Dear AuntMinnieEurope Member,
It's surely every medical doctor's nightmare to be hauled up in front of a tribunal that has the ultimate power to strike off the practitioner from the register. A career, reputation, and livelihood can be destroyed in an instant.
U.K. radiologist Dr. Arun Batra faced exactly this prospect in early March, when a panel investigated his fitness to practice. He was found guilty of falsifying records and making untrue financial claims, but leniency prevailed and he received a three-month suspension.
Diagnosing a pulmonary embolism can be notoriously difficult, so it must be welcome news if artificial intelligence (AI) can help in this area. French authors have shared their experiences in a paper in European Radiology. Find out more in the CT Community.
The eagerly awaited results of a large European Society of Radiology survey on MRI of the female pelvis were finally published earlier this week, and they deserve close scrutiny. The research highlights wide variations in both knowledge and use of prevailing guidelines, and much work still needs to be done in raising awareness.
Also in our Women's Imaging Community, a Norwegian group has written about the promise of AI for detecting breast cancers on screening mammography when compared with double reading in a dataset of nearly 123,000 women. Its findings were posted online by Radiology on 29 March.
Italian researchers have written about the clinical applications of AI, too. They've described how a deep-learning algorithm can accurately characterize breast density on mammography, and they think the tool can help decision-making and overcome "the suboptimal reproducibility of visual human density classification that limits its practical usability."
Looking ahead, our free 60-minute webinar, "AI Trends in 2022: Thoracic Radiology," takes place on 6 April. It will feature Prof. Mathias Prokop; Prof. Marie-Pierre Revel; and Imon Banerjee, PhD, and you can register now. Don't miss out!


### WORK TO BE COMPLETED
Keep every word the same. Repeat the records without their images.

START RECORD SET

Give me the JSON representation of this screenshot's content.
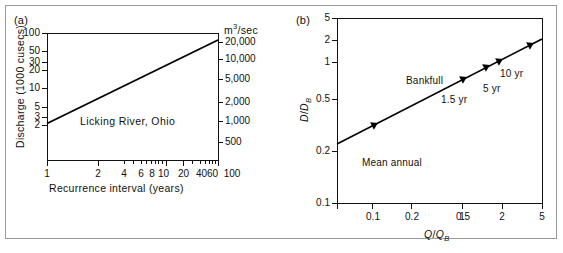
{
  "figure": {
    "background": "#ffffff",
    "border_color": "#9a9a9a",
    "line_color": "#000000"
  },
  "panel_a": {
    "tag": "(a)",
    "note": "Licking River, Ohio",
    "y_title": "Discharge (1000 cusecs)",
    "x_title": "Recurrence interval (years)",
    "y2_title_base": "m",
    "y2_title_sup": "3",
    "y2_title_rest": "/sec",
    "y_ticks": [
      "100",
      "50",
      "30",
      "20",
      "10",
      "5",
      "3",
      "2"
    ],
    "y2_ticks": [
      "20,000",
      "10,000",
      "5,000",
      "2,000",
      "1,000",
      "500"
    ],
    "x_ticks": [
      "1",
      "2",
      "4",
      "6",
      "8",
      "10",
      "20",
      "40",
      "60",
      "100"
    ]
  },
  "panel_b": {
    "tag": "(b)",
    "y_title_num": "D",
    "y_title_den": "D",
    "y_title_den_sub": "B",
    "x_title_num": "Q",
    "x_title_den": "Q",
    "x_title_den_sub": "B",
    "y_ticks": [
      "5",
      "2",
      "1",
      "0.5",
      "0.2",
      "0.1"
    ],
    "x_ticks": [
      "0.1",
      "0.2",
      "0.5",
      "1",
      "2",
      "5"
    ],
    "annotations": [
      "Mean annual",
      "Bankfull",
      "1.5 yr",
      "5 yr",
      "10 yr"
    ]
  },
  "chart_data": [
    {
      "type": "line",
      "panel": "(a)",
      "title": "Licking River, Ohio",
      "xlabel": "Recurrence interval (years)",
      "ylabel": "Discharge (1000 cusecs)",
      "y2label": "m3/sec",
      "xscale": "log",
      "yscale": "log",
      "xlim": [
        1,
        100
      ],
      "ylim": [
        1.8,
        100
      ],
      "xticks": [
        1,
        2,
        4,
        6,
        8,
        10,
        20,
        40,
        60,
        100
      ],
      "xticklabels": [
        "1",
        "2",
        "4",
        "6",
        "8",
        "10",
        "20",
        "40",
        "60",
        "100"
      ],
      "yticks": [
        2,
        3,
        5,
        10,
        20,
        30,
        50,
        100
      ],
      "yticklabels": [
        "2",
        "3",
        "5",
        "10",
        "20",
        "30",
        "50",
        "100"
      ],
      "y2ticks": [
        500,
        1000,
        2000,
        5000,
        10000,
        20000
      ],
      "y2ticklabels": [
        "500",
        "1,000",
        "2,000",
        "5,000",
        "10,000",
        "20,000"
      ],
      "grid": false,
      "legend": "none",
      "series": [
        {
          "name": "Licking River, Ohio",
          "x": [
            1,
            100
          ],
          "y": [
            3.8,
            70
          ]
        }
      ]
    },
    {
      "type": "line",
      "panel": "(b)",
      "title": "",
      "xlabel": "Q/Q_B",
      "ylabel": "D/D_B",
      "xscale": "log",
      "yscale": "log",
      "xlim": [
        0.055,
        5
      ],
      "ylim": [
        0.1,
        5
      ],
      "xticks": [
        0.1,
        0.2,
        0.5,
        1,
        2,
        5
      ],
      "xticklabels": [
        "0.1",
        "0.2",
        "0.5",
        "1",
        "2",
        "5"
      ],
      "yticks": [
        0.1,
        0.2,
        0.5,
        1,
        2,
        5
      ],
      "yticklabels": [
        "0.1",
        "0.2",
        "0.5",
        "1",
        "2",
        "5"
      ],
      "grid": false,
      "legend": "none",
      "series": [
        {
          "name": "hydraulic geometry",
          "x": [
            0.055,
            5
          ],
          "y": [
            0.23,
            2.05
          ]
        }
      ],
      "points": [
        {
          "label": "Mean annual",
          "x": 0.115,
          "y": 0.3
        },
        {
          "label": "1.5 yr",
          "x": 0.95,
          "y": 0.95
        },
        {
          "label": "Bankfull",
          "x": 0.95,
          "y": 0.95
        },
        {
          "label": "5 yr",
          "x": 1.62,
          "y": 1.22
        },
        {
          "label": "10 yr",
          "x": 2.1,
          "y": 1.37
        },
        {
          "label": "",
          "x": 4.2,
          "y": 1.88
        }
      ]
    }
  ]
}
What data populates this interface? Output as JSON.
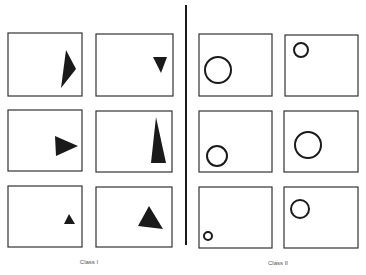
{
  "figure": {
    "width": 366,
    "height": 275,
    "background": "#ffffff",
    "ink_color": "#1a1a1a",
    "divider": {
      "x": 186,
      "y1": 5,
      "y2": 245
    },
    "classes": [
      {
        "label": "Class I",
        "label_pos": {
          "x": 89,
          "y": 259
        },
        "shape_type": "filled-triangle",
        "panels": [
          {
            "box": [
              8,
              33,
              74,
              63
            ],
            "triangle": [
              [
                66,
                50
              ],
              [
                76,
                69
              ],
              [
                61,
                88
              ]
            ]
          },
          {
            "box": [
              96,
              34,
              77,
              62
            ],
            "triangle": [
              [
                153,
                57
              ],
              [
                167,
                57
              ],
              [
                161,
                73
              ]
            ]
          },
          {
            "box": [
              8,
              110,
              74,
              61
            ],
            "triangle": [
              [
                55,
                136
              ],
              [
                78,
                146
              ],
              [
                56,
                156
              ]
            ]
          },
          {
            "box": [
              96,
              111,
              76,
              61
            ],
            "triangle": [
              [
                156,
                117
              ],
              [
                151,
                163
              ],
              [
                166,
                163
              ]
            ]
          },
          {
            "box": [
              8,
              186,
              74,
              61
            ],
            "triangle": [
              [
                69,
                214
              ],
              [
                64,
                224
              ],
              [
                75,
                224
              ]
            ]
          },
          {
            "box": [
              96,
              187,
              76,
              60
            ],
            "triangle": [
              [
                149,
                206
              ],
              [
                138,
                226
              ],
              [
                163,
                229
              ]
            ]
          }
        ]
      },
      {
        "label": "Class II",
        "label_pos": {
          "x": 278,
          "y": 260
        },
        "shape_type": "outline-circle",
        "panels": [
          {
            "box": [
              199,
              34,
              73,
              62
            ],
            "circle": {
              "cx": 218,
              "cy": 70,
              "r": 13
            }
          },
          {
            "box": [
              285,
              35,
              73,
              61
            ],
            "circle": {
              "cx": 301,
              "cy": 50,
              "r": 7
            }
          },
          {
            "box": [
              199,
              111,
              73,
              61
            ],
            "circle": {
              "cx": 217,
              "cy": 156,
              "r": 10
            }
          },
          {
            "box": [
              284,
              111,
              74,
              61
            ],
            "circle": {
              "cx": 308,
              "cy": 145,
              "r": 13
            }
          },
          {
            "box": [
              199,
              187,
              73,
              61
            ],
            "circle": {
              "cx": 208,
              "cy": 236,
              "r": 4
            }
          },
          {
            "box": [
              284,
              187,
              74,
              61
            ],
            "circle": {
              "cx": 300,
              "cy": 209,
              "r": 9
            }
          }
        ]
      }
    ]
  }
}
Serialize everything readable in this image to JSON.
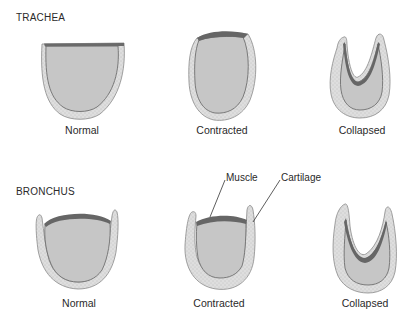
{
  "figure": {
    "sections": [
      {
        "title": "TRACHEA",
        "panels": [
          {
            "caption": "Normal"
          },
          {
            "caption": "Contracted"
          },
          {
            "caption": "Collapsed"
          }
        ]
      },
      {
        "title": "BRONCHUS",
        "panels": [
          {
            "caption": "Normal"
          },
          {
            "caption": "Contracted"
          },
          {
            "caption": "Collapsed"
          }
        ]
      }
    ],
    "annotations": {
      "muscle": "Muscle",
      "cartilage": "Cartilage"
    },
    "colors": {
      "lumen": "#c8c8c8",
      "cartilage": "#dcdcdc",
      "muscle": "#6e6e6e",
      "outline": "#7a7a7a"
    }
  }
}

END RECORD SET

### RESPONSE TO THE EXERCISE
Give me the JSON representation of this screenshot's content.
{
  "figure": {
    "background": "#ffffff",
    "border_color": "#9a9a9a",
    "line_color": "#000000"
  },
  "panel_a": {
    "tag": "(a)",
    "note": "Licking River, Ohio",
    "y_title": "Discharge (1000 cusecs)",
    "x_title": "Recurrence interval (years)",
    "y2_title_base": "m",
    "y2_title_sup": "3",
    "y2_title_rest": "/sec",
    "y_ticks": [
      "100",
      "50",
      "30",
      "20",
      "10",
      "5",
      "3",
      "2"
    ],
    "y2_ticks": [
      "20,000",
      "10,000",
      "5,000",
      "2,000",
      "1,000",
      "500"
    ],
    "x_ticks": [
      "1",
      "2",
      "4",
      "6",
      "8",
      "10",
      "20",
      "40",
      "60",
      "100"
    ]
  },
  "panel_b": {
    "tag": "(b)",
    "y_title_num": "D",
    "y_title_den": "D",
    "y_title_den_sub": "B",
    "x_title_num": "Q",
    "x_title_den": "Q",
    "x_title_den_sub": "B",
    "y_ticks": [
      "5",
      "2",
      "1",
      "0.5",
      "0.2",
      "0.1"
    ],
    "x_ticks": [
      "0.1",
      "0.2",
      "0.5",
      "1",
      "2",
      "5"
    ],
    "annotations": [
      "Mean annual",
      "Bankfull",
      "1.5 yr",
      "5 yr",
      "10 yr"
    ]
  },
  "chart_data": [
    {
      "type": "line",
      "panel": "(a)",
      "title": "Licking River, Ohio",
      "xlabel": "Recurrence interval (years)",
      "ylabel": "Discharge (1000 cusecs)",
      "y2label": "m3/sec",
      "xscale": "log",
      "yscale": "log",
      "xlim": [
        1,
        100
      ],
      "ylim": [
        1.8,
        100
      ],
      "xticks": [
        1,
        2,
        4,
        6,
        8,
        10,
        20,
        40,
        60,
        100
      ],
      "xticklabels": [
        "1",
        "2",
        "4",
        "6",
        "8",
        "10",
        "20",
        "40",
        "60",
        "100"
      ],
      "yticks": [
        2,
        3,
        5,
        10,
        20,
        30,
        50,
        100
      ],
      "yticklabels": [
        "2",
        "3",
        "5",
        "10",
        "20",
        "30",
        "50",
        "100"
      ],
      "y2ticks": [
        500,
        1000,
        2000,
        5000,
        10000,
        20000
      ],
      "y2ticklabels": [
        "500",
        "1,000",
        "2,000",
        "5,000",
        "10,000",
        "20,000"
      ],
      "grid": false,
      "legend": "none",
      "series": [
        {
          "name": "Licking River, Ohio",
          "x": [
            1,
            100
          ],
          "y": [
            3.8,
            70
          ]
        }
      ]
    },
    {
      "type": "line",
      "panel": "(b)",
      "title": "",
      "xlabel": "Q/Q_B",
      "ylabel": "D/D_B",
      "xscale": "log",
      "yscale": "log",
      "xlim": [
        0.055,
        5
      ],
      "ylim": [
        0.1,
        5
      ],
      "xticks": [
        0.1,
        0.2,
        0.5,
        1,
        2,
        5
      ],
      "xticklabels": [
        "0.1",
        "0.2",
        "0.5",
        "1",
        "2",
        "5"
      ],
      "yticks": [
        0.1,
        0.2,
        0.5,
        1,
        2,
        5
      ],
      "yticklabels": [
        "0.1",
        "0.2",
        "0.5",
        "1",
        "2",
        "5"
      ],
      "grid": false,
      "legend": "none",
      "series": [
        {
          "name": "hydraulic geometry",
          "x": [
            0.055,
            5
          ],
          "y": [
            0.23,
            2.05
          ]
        }
      ],
      "points": [
        {
          "label": "Mean annual",
          "x": 0.115,
          "y": 0.3
        },
        {
          "label": "1.5 yr",
          "x": 0.95,
          "y": 0.95
        },
        {
          "label": "Bankfull",
          "x": 0.95,
          "y": 0.95
        },
        {
          "label": "5 yr",
          "x": 1.62,
          "y": 1.22
        },
        {
          "label": "10 yr",
          "x": 2.1,
          "y": 1.37
        },
        {
          "label": "",
          "x": 4.2,
          "y": 1.88
        }
      ]
    }
  ]
}
What data populates this interface? Output as JSON.
{
  "figure": {
    "width": 366,
    "height": 275,
    "background": "#ffffff",
    "ink_color": "#1a1a1a",
    "divider": {
      "x": 186,
      "y1": 5,
      "y2": 245
    },
    "classes": [
      {
        "label": "Class I",
        "label_pos": {
          "x": 89,
          "y": 259
        },
        "shape_type": "filled-triangle",
        "panels": [
          {
            "box": [
              8,
              33,
              74,
              63
            ],
            "triangle": [
              [
                66,
                50
              ],
              [
                76,
                69
              ],
              [
                61,
                88
              ]
            ]
          },
          {
            "box": [
              96,
              34,
              77,
              62
            ],
            "triangle": [
              [
                153,
                57
              ],
              [
                167,
                57
              ],
              [
                161,
                73
              ]
            ]
          },
          {
            "box": [
              8,
              110,
              74,
              61
            ],
            "triangle": [
              [
                55,
                136
              ],
              [
                78,
                146
              ],
              [
                56,
                156
              ]
            ]
          },
          {
            "box": [
              96,
              111,
              76,
              61
            ],
            "triangle": [
              [
                156,
                117
              ],
              [
                151,
                163
              ],
              [
                166,
                163
              ]
            ]
          },
          {
            "box": [
              8,
              186,
              74,
              61
            ],
            "triangle": [
              [
                69,
                214
              ],
              [
                64,
                224
              ],
              [
                75,
                224
              ]
            ]
          },
          {
            "box": [
              96,
              187,
              76,
              60
            ],
            "triangle": [
              [
                149,
                206
              ],
              [
                138,
                226
              ],
              [
                163,
                229
              ]
            ]
          }
        ]
      },
      {
        "label": "Class II",
        "label_pos": {
          "x": 278,
          "y": 260
        },
        "shape_type": "outline-circle",
        "panels": [
          {
            "box": [
              199,
              34,
              73,
              62
            ],
            "circle": {
              "cx": 218,
              "cy": 70,
              "r": 13
            }
          },
          {
            "box": [
              285,
              35,
              73,
              61
            ],
            "circle": {
              "cx": 301,
              "cy": 50,
              "r": 7
            }
          },
          {
            "box": [
              199,
              111,
              73,
              61
            ],
            "circle": {
              "cx": 217,
              "cy": 156,
              "r": 10
            }
          },
          {
            "box": [
              284,
              111,
              74,
              61
            ],
            "circle": {
              "cx": 308,
              "cy": 145,
              "r": 13
            }
          },
          {
            "box": [
              199,
              187,
              73,
              61
            ],
            "circle": {
              "cx": 208,
              "cy": 236,
              "r": 4
            }
          },
          {
            "box": [
              284,
              187,
              74,
              61
            ],
            "circle": {
              "cx": 300,
              "cy": 209,
              "r": 9
            }
          }
        ]
      }
    ]
  }
}
Serialize everything readable in this image to JSON.
{
  "figure": {
    "sections": [
      {
        "title": "TRACHEA",
        "panels": [
          {
            "caption": "Normal"
          },
          {
            "caption": "Contracted"
          },
          {
            "caption": "Collapsed"
          }
        ]
      },
      {
        "title": "BRONCHUS",
        "panels": [
          {
            "caption": "Normal"
          },
          {
            "caption": "Contracted"
          },
          {
            "caption": "Collapsed"
          }
        ]
      }
    ],
    "annotations": {
      "muscle": "Muscle",
      "cartilage": "Cartilage"
    },
    "colors": {
      "lumen": "#c8c8c8",
      "cartilage": "#dcdcdc",
      "muscle": "#6e6e6e",
      "outline": "#7a7a7a"
    }
  }
}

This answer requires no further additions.